Papa-doc was a nickname given to the department’s psychologist, Dr. Floyd Guest. Big cases always rated the attention of the shrink. He tried to be everyone’s benevolent “papa.” No cops trusted him. She’d been ordered to speak to him after the shooting.

“On second thought, the kid probably doesn’t have anything to worry about,” Arnie continued with a shrug. “Burke’s probably glad his wife is gone. Now the limelight is all his.”

“Oh, come on, Galen Burke would be nowhere if it weren’t for his wife,” Altman protested. “She turned this city around, as well as Hubby’s sorry construction firm. Galen Burke is nothing more than a hanger-on, a gigolo.”

Arnie slapped the paper down. “You’ve got that reversed! Hubby was the brains; Teresa was just a pretty face.”

The two men continued the good-natured argument back and forth.

Carly entered her office and tried to tune them out as she formulated her questions. Arnie, like Altman, had twenty-plus years on, the average for detectives assigned to juvenile, except for Carly. Like most cops, they loved to argue and gossip.

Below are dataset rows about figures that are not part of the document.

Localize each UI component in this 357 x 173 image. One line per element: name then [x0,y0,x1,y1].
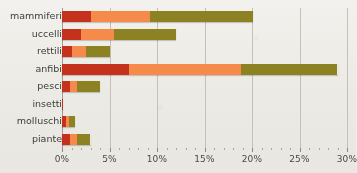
x-tick-minor [224,148,225,150]
x-tick-minor [167,148,168,150]
x-tick-minor [148,148,149,150]
bar-row: piante [0,131,356,149]
x-tick-label-10pct: 10% [147,154,168,164]
stacked-bar-insetti[interactable] [62,99,63,110]
bar-segment-uccelli-serie-3[interactable] [114,29,176,40]
x-tick-major [157,148,158,152]
x-tick-major [110,148,111,152]
stacked-bar-molluschi[interactable] [62,116,75,127]
bar-row: mammiferi [0,8,356,26]
category-label-insetti: insetti [0,98,62,109]
x-tick-minor [309,148,310,150]
bars-group: mammiferiuccellirettilianfibipesciinsett… [0,8,356,148]
bar-row: pesci [0,78,356,96]
x-tick-minor [319,148,320,150]
bar-segment-rettili-serie-1[interactable] [62,46,72,57]
x-tick-minor [290,148,291,150]
bar-segment-anfibi-serie-2[interactable] [129,64,241,75]
bar-segment-anfibi-serie-3[interactable] [241,64,338,75]
bar-segment-pesci-serie-1[interactable] [62,81,70,92]
x-tick-minor [338,148,339,150]
bar-segment-rettili-serie-3[interactable] [86,46,110,57]
stacked-bar-uccelli[interactable] [62,29,176,40]
x-tick-label-25pct: 25% [289,154,310,164]
bar-segment-uccelli-serie-1[interactable] [62,29,81,40]
stacked-bar-mammiferi[interactable] [62,11,253,22]
x-tick-minor [328,148,329,150]
bar-row: uccelli [0,26,356,44]
x-tick-major [205,148,206,152]
x-axis-ticks [62,148,347,153]
stacked-bar-pesci[interactable] [62,81,100,92]
bar-segment-mammiferi-serie-3[interactable] [150,11,253,22]
bar-row: anfibi [0,61,356,79]
x-tick-label-5pct: 5% [102,154,117,164]
bar-row: insetti [0,96,356,114]
x-tick-minor [186,148,187,150]
x-tick-label-20pct: 20% [242,154,263,164]
stacked-bar-rettili[interactable] [62,46,110,57]
x-tick-minor [195,148,196,150]
cropped-header-text [180,0,356,6]
x-tick-minor [243,148,244,150]
category-label-uccelli: uccelli [0,28,62,39]
x-axis-tick-labels: 0%5%10%15%20%25%30% [0,154,356,170]
x-tick-minor [138,148,139,150]
x-tick-minor [271,148,272,150]
x-tick-minor [72,148,73,150]
bar-segment-insetti-serie-1[interactable] [62,99,63,110]
bar-segment-mammiferi-serie-1[interactable] [62,11,91,22]
category-label-mammiferi: mammiferi [0,10,62,21]
bar-segment-rettili-serie-2[interactable] [72,46,86,57]
x-tick-label-0pct: 0% [55,154,70,164]
bar-segment-pesci-serie-3[interactable] [77,81,100,92]
bar-segment-uccelli-serie-2[interactable] [81,29,114,40]
x-tick-label-15pct: 15% [194,154,215,164]
category-label-rettili: rettili [0,45,62,56]
bar-segment-piante-serie-3[interactable] [77,134,90,145]
bar-segment-anfibi-serie-1[interactable] [62,64,129,75]
x-tick-major [347,148,348,152]
x-tick-major [62,148,63,152]
bar-segment-piante-serie-2[interactable] [70,134,78,145]
x-tick-minor [176,148,177,150]
category-label-molluschi: molluschi [0,115,62,126]
x-tick-minor [129,148,130,150]
category-label-pesci: pesci [0,80,62,91]
x-tick-minor [214,148,215,150]
x-tick-minor [233,148,234,150]
x-tick-major [300,148,301,152]
bar-row: molluschi [0,113,356,131]
x-tick-minor [119,148,120,150]
bar-segment-molluschi-serie-3[interactable] [69,116,76,127]
x-tick-minor [81,148,82,150]
x-tick-major [252,148,253,152]
stacked-bar-anfibi[interactable] [62,64,338,75]
category-label-anfibi: anfibi [0,63,62,74]
stacked-bar-piante[interactable] [62,134,91,145]
x-tick-minor [91,148,92,150]
x-tick-minor [100,148,101,150]
category-label-piante: piante [0,133,62,144]
x-tick-minor [281,148,282,150]
bar-segment-pesci-serie-2[interactable] [70,81,78,92]
bar-segment-mammiferi-serie-2[interactable] [91,11,151,22]
bar-segment-piante-serie-1[interactable] [62,134,70,145]
bar-row: rettili [0,43,356,61]
x-tick-minor [262,148,263,150]
x-tick-label-30pct: 30% [337,154,357,164]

Carly laid out the Miranda form that Londy would have to read and sign before she began her interview. She checked the batteries in her digital recorder and got out a notebook for handwritten comments. Though the interview would be taped, she liked to take notes on body language and other signs a voice recorder wouldn’t necessarily pick up. After placing a chair in position across from her desk, she walked back to detention to collect Londy. She paused at the detention door and dried sweaty palms on her pants. Londy would see only steel law enforcement resolve, not a woman feeling as though her entire life hinged on the next few minutes.

Time to prove to Garrison she wasn’t a broken cop.